Show that in general $\inf \sup \ne \sup \inf$ for bilinear functions

73 Views Asked by At

I am working on the following exercise:

Let $K \subseteq \mathbb{R}^n$, $L \subseteq \mathbb{R}^m$ and let $F(K,L) \rightarrow \mathbb{R}$ with

$$ F(x, \lambda) := c^Tx + \lambda^Tb - \lambda Ax \quad ( \ c \in \mathbb{R}^n, b \in \mathbb{R}^m, A \in \mathbb{R}^{m \times n}).$$

Let further

$$M := \inf_{x \in K} \sup_{\lambda \in L} \ F(x, \lambda)$$ $$N := \sup_{\lambda \in L} \inf_{x \in K} \ F(x, \lambda).$$

Show that in general $M \ne N$.

I can not find an example where that happens however.
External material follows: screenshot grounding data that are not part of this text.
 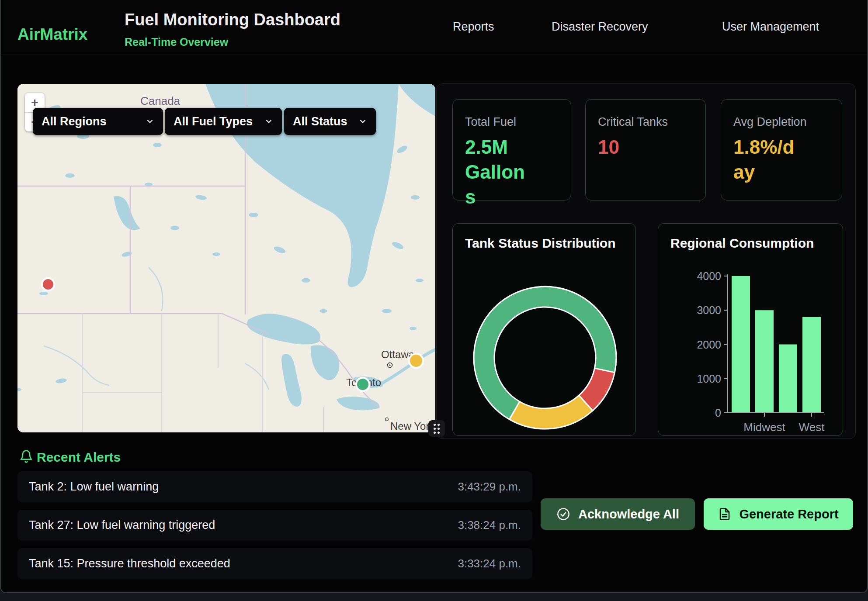 What do you see at coordinates (709, 310) in the screenshot?
I see `y-axis-tick-label: 3000` at bounding box center [709, 310]. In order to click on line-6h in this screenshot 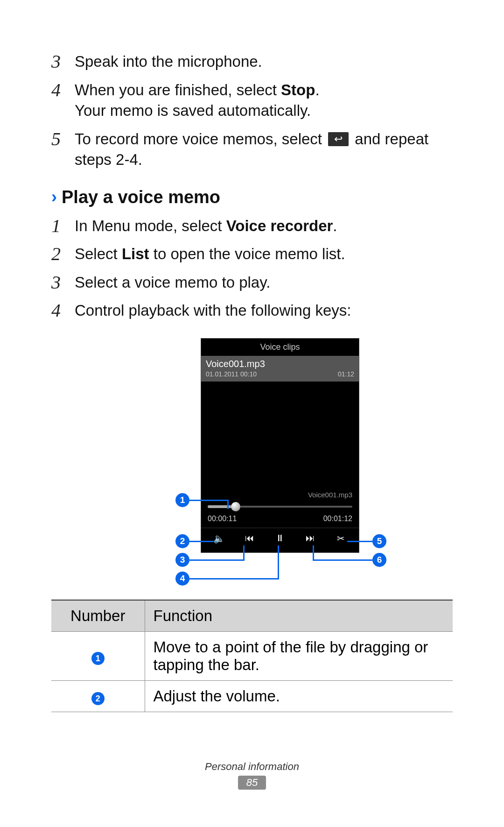, I will do `click(343, 560)`.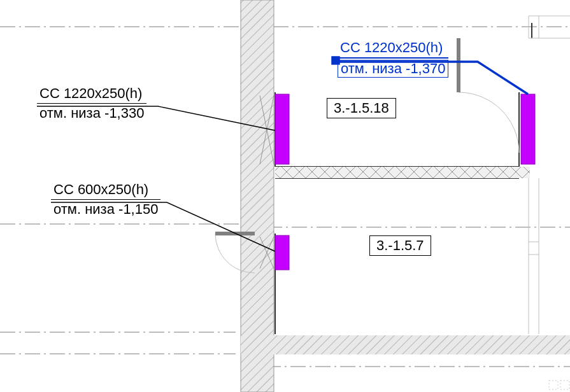  What do you see at coordinates (106, 191) in the screenshot?
I see `annotation-size-text: CC 600x250(h)` at bounding box center [106, 191].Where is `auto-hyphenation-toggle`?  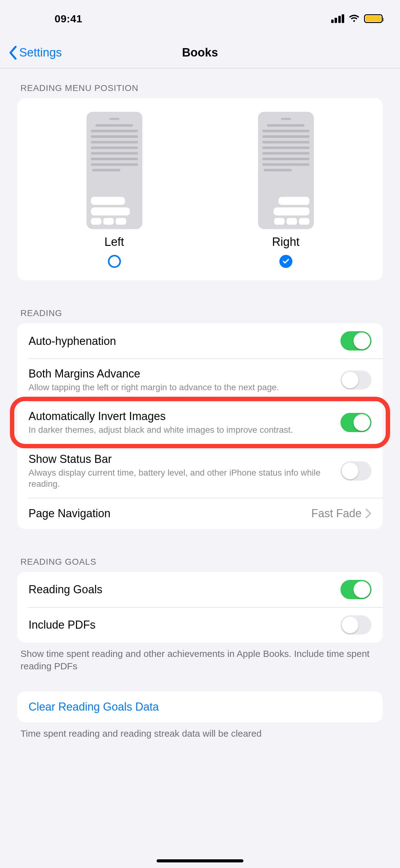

Could you help me?

1

There are 1 best solutions below

0
On BEST ANSWER

How about $m=n=1$, $K=L=\{0,1\}$, $c=b=1$, $A=-2$. Then $F(x,\lambda) = x+\lambda -2x\lambda$.

We have:

  • $\sup_\lambda F(0,\lambda)=1$
  • $\sup_\lambda F(1,\lambda)=1$
  • So $\inf_x\sup_\lambda F(x,\lambda)=1$

Whereas:

  • $\inf_x F(x,0) = 0$
  • $\inf_x F(x,1)=0$
  • So $\sup_\lambda \inf_x F(x,\lambda)=0$.